(NewsNation) — A federal lawsuit against a Georgia school district has been amended by the Southern Policy Law Center and another group to include a transgender student and a grassroots youth organization, The Guardian reported.
This has effectively become the first case challenging anti-LGBTQ+ book bans in the state of Georgia.
The amendment, which was done anonymously to protect the student, widens the case’s focus to include the effects of censorship laws and policies in Georgia on students as well as teachers.
Teacher Katie Rinderle read Scott Stuart’s picture book “My Shadow Is Purple” to her fifth grade class and was fired after parents complained.
After being fired, Rinderle appealed the decision, but it was upheld by the Georgia Board of Education.
Along with the anonymous student, the grassroots youth group Georgia Youth Justice Coalition has been added as a plaintiff. Melody Oliphant, the executive director of the youth coalition, told The Guardian that amending the case was necessary.
“It’s vital that the case was amended, because … it documents the real harms students have experienced as a result of these policies,” Oliphant told the outlet.
Book bans have surged in American schools since 2020, and in 2022, Georgia passed Senate Bill 226, which made it easier for parents to challenge the books their children have access to.
Lawsuits against book bans have started to pop up in different states, as those who oppose them see bans as a way to silence marginalized voices.
Supporters like the group Moms For Liberty say banning is sometimes necessary to protect children from content that’s deemed sexually explicit, not age-appropriate or offensive.
“The problem with the books that our chapters across the country have concerns with is that they are obscene and pornographic,” a Moms for Liberty representative told NewsNation last year. “This has nothing to do with if it’s male and male, female and female, or male and female.”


● WHAT TO WORK ON
Across the entries below, please work out how many lines contain the string "Login" and give only the number.

-- Opening Marker --

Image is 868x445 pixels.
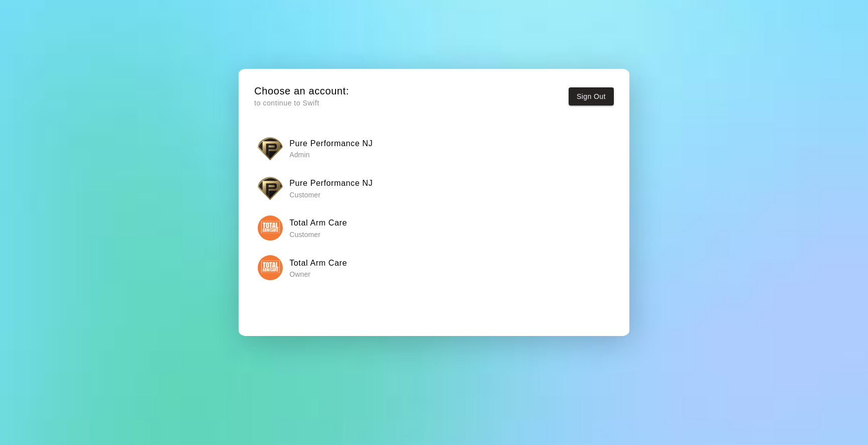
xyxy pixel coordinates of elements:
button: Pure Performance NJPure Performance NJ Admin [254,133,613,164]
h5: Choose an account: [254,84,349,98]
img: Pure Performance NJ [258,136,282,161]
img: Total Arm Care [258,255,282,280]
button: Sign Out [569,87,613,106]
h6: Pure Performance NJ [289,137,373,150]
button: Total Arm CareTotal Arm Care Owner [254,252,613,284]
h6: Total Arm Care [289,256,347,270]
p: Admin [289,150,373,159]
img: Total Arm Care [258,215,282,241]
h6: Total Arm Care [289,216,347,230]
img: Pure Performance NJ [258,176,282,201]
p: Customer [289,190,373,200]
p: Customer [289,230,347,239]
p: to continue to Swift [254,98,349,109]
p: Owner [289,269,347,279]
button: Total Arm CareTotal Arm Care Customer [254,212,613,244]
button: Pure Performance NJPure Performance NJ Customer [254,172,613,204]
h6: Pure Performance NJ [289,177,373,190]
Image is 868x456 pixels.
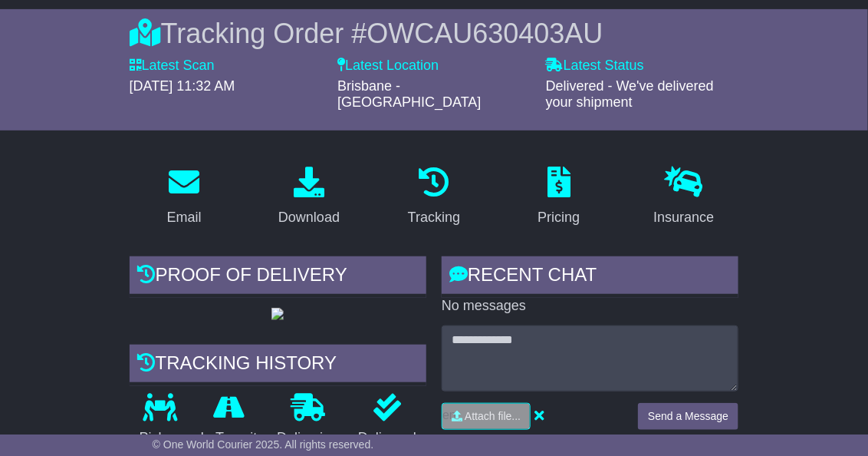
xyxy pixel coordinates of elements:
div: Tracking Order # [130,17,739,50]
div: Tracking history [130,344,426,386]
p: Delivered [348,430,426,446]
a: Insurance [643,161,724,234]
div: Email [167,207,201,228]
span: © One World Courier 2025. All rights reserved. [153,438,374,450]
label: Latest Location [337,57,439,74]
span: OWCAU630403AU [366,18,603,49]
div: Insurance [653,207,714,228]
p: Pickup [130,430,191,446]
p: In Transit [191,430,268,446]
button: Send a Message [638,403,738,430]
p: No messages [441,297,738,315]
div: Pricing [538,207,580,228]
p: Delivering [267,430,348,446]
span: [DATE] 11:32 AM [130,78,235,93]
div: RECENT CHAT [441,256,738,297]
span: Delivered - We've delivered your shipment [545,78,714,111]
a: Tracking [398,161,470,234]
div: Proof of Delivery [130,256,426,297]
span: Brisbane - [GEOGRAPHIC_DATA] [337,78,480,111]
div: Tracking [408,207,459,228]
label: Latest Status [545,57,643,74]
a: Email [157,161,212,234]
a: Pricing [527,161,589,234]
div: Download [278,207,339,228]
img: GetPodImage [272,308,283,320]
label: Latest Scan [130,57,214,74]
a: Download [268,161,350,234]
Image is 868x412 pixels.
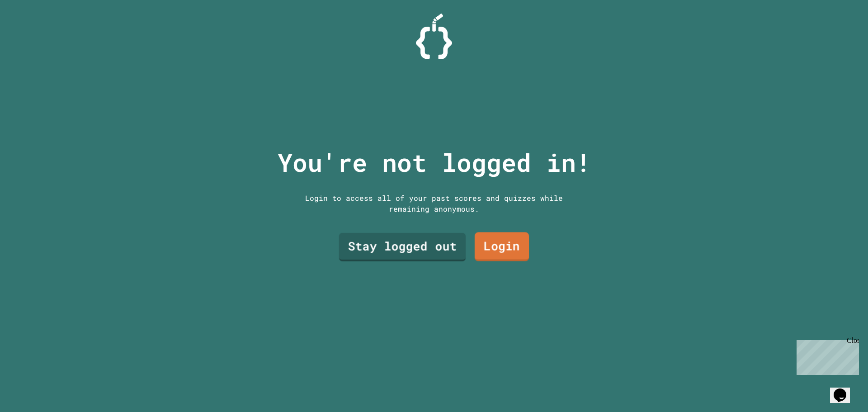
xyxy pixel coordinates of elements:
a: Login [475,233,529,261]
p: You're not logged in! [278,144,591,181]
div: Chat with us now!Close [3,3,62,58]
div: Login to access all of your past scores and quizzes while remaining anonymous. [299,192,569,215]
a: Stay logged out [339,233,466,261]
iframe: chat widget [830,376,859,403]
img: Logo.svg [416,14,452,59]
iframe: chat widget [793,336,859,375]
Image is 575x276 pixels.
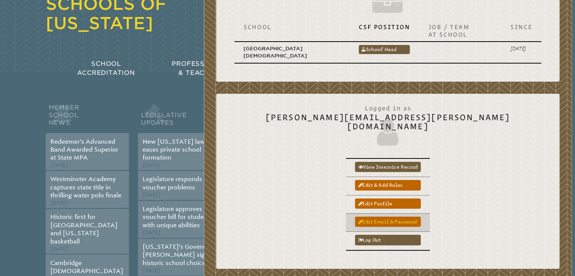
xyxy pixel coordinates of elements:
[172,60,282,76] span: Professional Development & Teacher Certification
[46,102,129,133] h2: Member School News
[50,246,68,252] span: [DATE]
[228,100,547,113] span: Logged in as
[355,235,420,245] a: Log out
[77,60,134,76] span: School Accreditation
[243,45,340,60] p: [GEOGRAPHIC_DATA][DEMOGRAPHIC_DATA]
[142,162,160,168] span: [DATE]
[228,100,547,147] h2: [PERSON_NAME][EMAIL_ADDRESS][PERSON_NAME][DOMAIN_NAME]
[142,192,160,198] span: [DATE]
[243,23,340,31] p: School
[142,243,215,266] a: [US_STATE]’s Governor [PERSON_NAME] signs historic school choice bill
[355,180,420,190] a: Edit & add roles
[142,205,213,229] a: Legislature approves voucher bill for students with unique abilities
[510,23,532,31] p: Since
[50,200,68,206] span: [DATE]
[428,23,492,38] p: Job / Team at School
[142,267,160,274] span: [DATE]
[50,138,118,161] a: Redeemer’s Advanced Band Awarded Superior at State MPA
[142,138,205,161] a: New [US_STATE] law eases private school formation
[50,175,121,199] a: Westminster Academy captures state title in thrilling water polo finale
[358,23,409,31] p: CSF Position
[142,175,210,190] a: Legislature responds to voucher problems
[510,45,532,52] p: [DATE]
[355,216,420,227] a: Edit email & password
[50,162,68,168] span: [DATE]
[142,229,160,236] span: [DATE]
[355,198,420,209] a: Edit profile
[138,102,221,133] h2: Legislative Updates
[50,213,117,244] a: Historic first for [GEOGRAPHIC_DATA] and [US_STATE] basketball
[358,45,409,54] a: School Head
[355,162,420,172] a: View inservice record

-- Closing Marker --

● REPLY
2